During an Intensive Care Unit hospitalization, a client undergoes an emergency surgery to repair an aneurysm.
The nurses caring for the client postoperatively repeatedly report changes in vital signs, indicating deterioration, but the care provider does not evaluate the client for 3 hours. The client's brain herniates, and the client dies. The family files a lawsuit against the nurses, the care provider, and the hospital. Given that the physician and the nurses are employees of the hospital, who is at risk of being found guilty of negligence? Select all that apply.

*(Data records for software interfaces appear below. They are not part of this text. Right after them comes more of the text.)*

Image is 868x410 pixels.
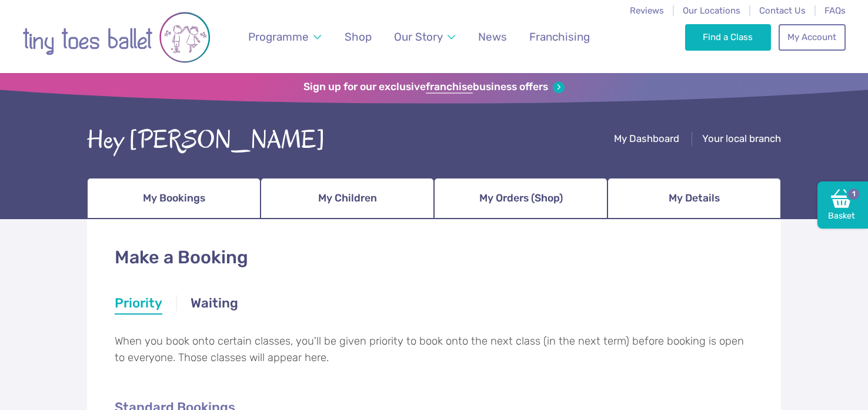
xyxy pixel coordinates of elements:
span: My Bookings [143,188,205,208]
a: Reviews [630,5,664,16]
span: My Dashboard [614,132,679,144]
span: Franchising [529,30,590,44]
h1: Make a Booking [115,245,754,270]
strong: franchise [426,80,473,93]
a: Basket1 [818,182,868,228]
span: Shop [345,30,371,44]
a: Sign up for our exclusivefranchisebusiness offers [304,80,564,93]
a: Find a Class [685,24,772,50]
img: tiny toes ballet [22,7,211,67]
span: News [478,30,507,44]
a: My Orders (Shop) [434,178,608,219]
span: Programme [248,30,309,44]
span: My Children [319,188,377,208]
a: Your local branch [703,132,781,147]
a: Programme [243,23,327,50]
a: Our Story [389,23,461,50]
span: Our Story [394,30,443,44]
a: My Children [261,178,434,219]
a: News [473,23,512,50]
span: My Details [669,188,720,208]
span: My Orders (Shop) [479,188,563,208]
a: My Bookings [87,178,261,219]
a: My Account [779,24,846,50]
a: Franchising [524,23,596,50]
a: Shop [340,23,378,50]
span: 1 [846,186,861,201]
a: Contact Us [759,5,806,16]
a: My Details [608,178,781,219]
a: My Dashboard [614,132,679,147]
a: FAQs [825,5,846,16]
div: Hey [PERSON_NAME] [87,121,325,158]
a: Waiting [191,294,238,315]
span: Your local branch [703,132,781,144]
a: Our Locations [683,5,740,16]
p: When you book onto certain classes, you'll be given priority to book onto the next class (in the ... [115,333,754,365]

1. The care provider on call at the time the nurses reported vital sign changes
2. The hospital, because of the employee/employer relationship
3. The nurses assigned to the client during the hospitalization
4. The administrators employed by the hospital
5. Only the nurse on duty at the time the client herniated
Question 2
A client is receiving home health care to complete intravenous antibiotics. The nurse is scheduled to visit every other day to check the site and make sure the client's wife is administering the medications safely and correctly.

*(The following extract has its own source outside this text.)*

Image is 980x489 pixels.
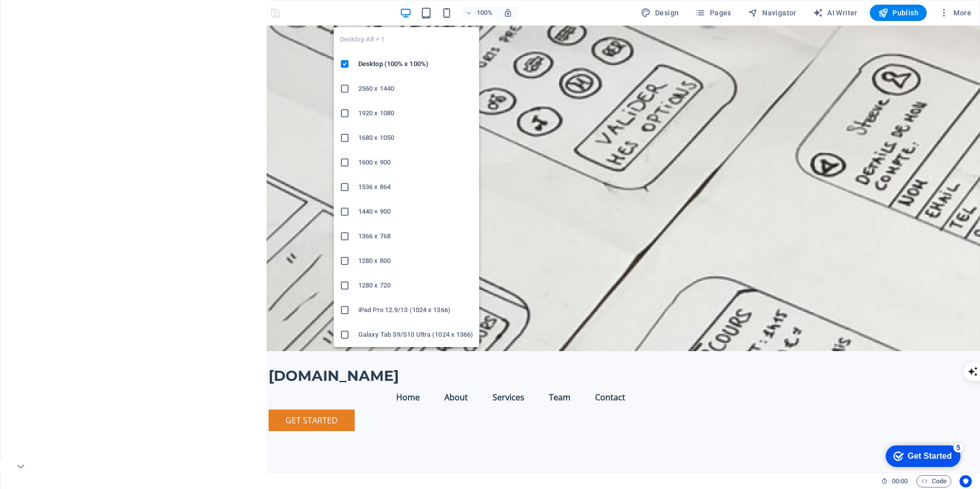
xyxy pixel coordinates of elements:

Both the client and his wife verbalize understanding of the symptoms of an infiltration, and the importance of reporting it immediately. With a scheduled visit 2 days later, the nurse finds the site red and swollen and the client's arm tender. There is no indication that the client or his wife notified the nurse or home health agency. The lack of which condition will make it difficult to prove negligence on the nurse's part?
1. The nurse owed a duty to the client.
2. The standard of care was not met.
3. The action or inaction of the nurse directly caused the injury.
4. Failure to act would cause harm to the client.